What the justices are writing about when they write about Rahimi
The decision took a long time because seven justices wrote. An 8-1 ruling in favor of a gun restriction, but strong disagreements about the future — and the past.
On Friday, the U.S. Supreme Court upheld the federal ban on firearm possession by a person with a domestic violence order out against them.
Only Justice Clarence Thomas dissented from Chief Justice John Roberts’s decision for the court in United States v. Rahimi. What’s more, every justice in the majority joined Roberts’s succinct, 18-page opinion rejecting Zackey Rahimi’s facial challenge to Section 922(g)(8) as a violation of the Second Amendment.
The decision was a not-so-subtle scaling-back of Thomas’s 2022 decision in New York State Rifle and Pistol Association v. Bruen, despite that Roberts insisted Friday’s decision was only clarifying Bruen in light of the fact that, as he put it, “some courts have misunderstood the methodology of our recent Second Amendment cases.”
OK, Chief.
So, what did they conclude? As Roberts explained:
Again, everyone except Thomas agreed with that. Thomas, instead, insisted Bruen made “clear” that his one-justice dissent on Friday was correct.
Given his authorship of Bruen, his dissent on Friday is honestly the strongest evidence that Friday’s decision was, indeed, a pulling back from Bruen.

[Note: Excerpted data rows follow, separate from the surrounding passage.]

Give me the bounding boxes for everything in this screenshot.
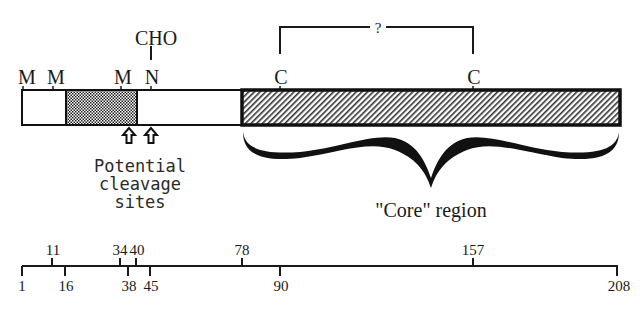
scale-label-38: 38	[122, 278, 137, 294]
scale-label-1: 1	[18, 278, 26, 294]
cleavage-label-line-2: cleavage	[99, 174, 181, 194]
cysteine-label-1: C	[274, 66, 287, 88]
asparagine-label: N	[145, 66, 159, 88]
scale-label-11: 11	[46, 242, 60, 258]
scale-labels-below: 1 16 38 45 90 208	[18, 278, 630, 294]
scale-label-16: 16	[59, 278, 75, 294]
scale-label-40: 40	[130, 242, 145, 258]
core-region-label: "Core" region	[375, 199, 486, 222]
methionine-label-2: M	[47, 66, 65, 88]
cleavage-label-line-3: sites	[114, 192, 165, 212]
cho-label: CHO	[135, 27, 177, 49]
methionine-label-1: M	[18, 66, 36, 88]
scale-label-78: 78	[235, 242, 250, 258]
core-region-brace	[243, 132, 619, 188]
scale-label-90: 90	[274, 278, 289, 294]
disulfide-question-label: ?	[375, 20, 382, 36]
scale-label-157: 157	[462, 242, 485, 258]
scale-label-208: 208	[608, 278, 631, 294]
protein-domain-diagram: ? CHO M M M N C C Potential cleavage sit…	[0, 0, 644, 309]
cleavage-arrow-1	[123, 128, 135, 143]
cysteine-label-2: C	[467, 66, 480, 88]
residue-scale	[22, 258, 618, 276]
scale-label-45: 45	[144, 278, 159, 294]
segment-n-terminal	[22, 90, 66, 125]
scale-label-34: 34	[113, 242, 129, 258]
segment-stippled	[66, 90, 137, 125]
segment-core-hatched	[242, 90, 620, 125]
cleavage-arrow-2	[145, 128, 157, 143]
cleavage-label-line-1: Potential	[94, 156, 186, 176]
segment-middle	[137, 90, 242, 125]
scale-labels-above: 11 34 40 78 157	[46, 242, 485, 258]
methionine-label-3: M	[114, 66, 132, 88]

Beneath Roberts’s opinion presenting a united front against Thomas’s thinking, though, every justice in the majority, save for Justice Sam Alito, also wrote separately or joined one of the 49 pages of concurring opinions.
So, what was that about?
Justice Sonia Sotomayor, joined by Justice Elena Kagan, reiterated that “Bruen was wrongly decided,“ but wrote to highlight two main points. First, Sotomayor wrote, “Even under Bruen, this is an easy case.” Second, she — again, with Kagan — made perfectly clear that this was, indeed, a pull-back of Thomas’s vision for Bruen:
This was, in its way, Sotomayor picking up where now-retired Justice Stephen Breyer left off in his Bruen dissent for the trio-turned-duo.
And yet, the many opinions were in significant part a debate among the newer members of the court about the role of constitutional interpretation and the limits of originalism.
Justice Neil Gorsuch wrote what, I believe, is a sonnet to originalism.
Justice Brett Kavanaugh wrote a book report …
… about how much he loves Antonin Scalia.
Laying it out more directly than she already had through an opinion she joined and one partial concurrence she wrote earlier this term, Justice Amy Coney Barrett made clear that she has concerns with originalism — and particularly Thomas’s originalism in Bruen.
Justice Ketanji Brown Jackson, meanwhile, made explicit what was implicit in the majority opinion and suggested in Sotomayor and Barrett’s opinions:
In all, Friday’s ruling in United States v. Rahimi was clear. As with Thursday’s decisions, however, there remains much unresolved — but not unwritten here — for future gun cases and for the future of originalism.
Roberts: I'll clean up the mess.
Sotomayor/Kagan: Okay, Chief. Shouldn't have made it in the first place, tbh
Gorsuch: Muses of Originalism, inspire me
Kavanaugh: Blah blah blah
Barrett: I'm okay with role playing originalism. If we do, we need to stick with the originals. Clarence tossed in some slipshod "history and tradition" stuff. Not my thing.
Jackson: Okay. It's wrong, but it's the law now. Fine. I concur. But, you know, to be real, it's a mess. We did it. Kinda shouldn't be blaming the victims.
Thomas: I meant what I said before, guys.
Alito (MIA for the last two days): I like the result here. It's a mess, really. But, not going to ruin it. So, I'm staying out of this, guys.
Lots of repeated "history" from the Republicans with an apparent move toward the middle by Barrett. Jackson had it right. Bad test, bad history, and Thomas makes it plain that he only likes his own history, not anything that might change his Wild West today approach.